• What is needed
Print all entries word for word.

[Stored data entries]
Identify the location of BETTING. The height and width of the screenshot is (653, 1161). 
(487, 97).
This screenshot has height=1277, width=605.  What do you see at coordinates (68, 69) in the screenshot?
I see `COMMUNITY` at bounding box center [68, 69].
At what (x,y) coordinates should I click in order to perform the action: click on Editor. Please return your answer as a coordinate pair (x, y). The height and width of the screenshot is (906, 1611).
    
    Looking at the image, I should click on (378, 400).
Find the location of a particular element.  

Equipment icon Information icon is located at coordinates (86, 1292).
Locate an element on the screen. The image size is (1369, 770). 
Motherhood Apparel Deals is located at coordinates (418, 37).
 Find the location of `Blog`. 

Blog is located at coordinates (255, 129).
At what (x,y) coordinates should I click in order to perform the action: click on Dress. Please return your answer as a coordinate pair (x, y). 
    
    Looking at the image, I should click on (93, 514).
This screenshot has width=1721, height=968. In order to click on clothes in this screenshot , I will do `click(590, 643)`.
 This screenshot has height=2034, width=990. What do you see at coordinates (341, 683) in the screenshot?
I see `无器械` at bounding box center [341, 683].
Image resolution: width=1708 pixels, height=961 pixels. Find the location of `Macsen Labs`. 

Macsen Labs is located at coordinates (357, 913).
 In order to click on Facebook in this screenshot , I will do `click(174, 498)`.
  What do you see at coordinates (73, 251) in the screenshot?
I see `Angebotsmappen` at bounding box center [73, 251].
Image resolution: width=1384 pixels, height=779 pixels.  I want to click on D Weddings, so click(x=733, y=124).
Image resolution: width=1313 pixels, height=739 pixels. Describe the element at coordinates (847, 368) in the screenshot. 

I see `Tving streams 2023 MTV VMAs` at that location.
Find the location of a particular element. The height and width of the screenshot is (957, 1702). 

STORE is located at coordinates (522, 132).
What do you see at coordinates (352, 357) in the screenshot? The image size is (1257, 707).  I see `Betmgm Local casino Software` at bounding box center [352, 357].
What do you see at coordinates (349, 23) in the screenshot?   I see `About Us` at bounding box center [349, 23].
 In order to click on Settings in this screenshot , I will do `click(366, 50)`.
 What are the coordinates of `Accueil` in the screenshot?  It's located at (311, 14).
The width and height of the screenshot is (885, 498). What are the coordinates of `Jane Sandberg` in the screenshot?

• Written reply
Identify the location of BETTING. The height and width of the screenshot is (653, 1161). 
(487, 97).
This screenshot has height=1277, width=605.  What do you see at coordinates (68, 69) in the screenshot?
I see `COMMUNITY` at bounding box center [68, 69].
At what (x,y) coordinates should I click in order to perform the action: click on Editor. Please return your answer as a coordinate pair (x, y). The height and width of the screenshot is (906, 1611).
    
    Looking at the image, I should click on (378, 400).
Find the location of a particular element.  

Equipment icon Information icon is located at coordinates (86, 1292).
Locate an element on the screen. The image size is (1369, 770). 
Motherhood Apparel Deals is located at coordinates (418, 37).
 Find the location of `Blog`. 

Blog is located at coordinates (255, 129).
At what (x,y) coordinates should I click in order to perform the action: click on Dress. Please return your answer as a coordinate pair (x, y). 
    
    Looking at the image, I should click on (93, 514).
This screenshot has width=1721, height=968. In order to click on clothes in this screenshot , I will do `click(590, 643)`.
 This screenshot has height=2034, width=990. What do you see at coordinates (341, 683) in the screenshot?
I see `无器械` at bounding box center [341, 683].
Image resolution: width=1708 pixels, height=961 pixels. Find the location of `Macsen Labs`. 

Macsen Labs is located at coordinates (357, 913).
 In order to click on Facebook in this screenshot , I will do `click(174, 498)`.
  What do you see at coordinates (73, 251) in the screenshot?
I see `Angebotsmappen` at bounding box center [73, 251].
Image resolution: width=1384 pixels, height=779 pixels.  I want to click on D Weddings, so click(x=733, y=124).
Image resolution: width=1313 pixels, height=739 pixels. Describe the element at coordinates (847, 368) in the screenshot. 

I see `Tving streams 2023 MTV VMAs` at that location.
Find the location of a particular element. The height and width of the screenshot is (957, 1702). 

STORE is located at coordinates (522, 132).
What do you see at coordinates (352, 357) in the screenshot? The image size is (1257, 707).  I see `Betmgm Local casino Software` at bounding box center [352, 357].
What do you see at coordinates (349, 23) in the screenshot?   I see `About Us` at bounding box center [349, 23].
 In order to click on Settings in this screenshot , I will do `click(366, 50)`.
 What are the coordinates of `Accueil` in the screenshot?  It's located at (311, 14).
The width and height of the screenshot is (885, 498). What are the coordinates of `Jane Sandberg` in the screenshot?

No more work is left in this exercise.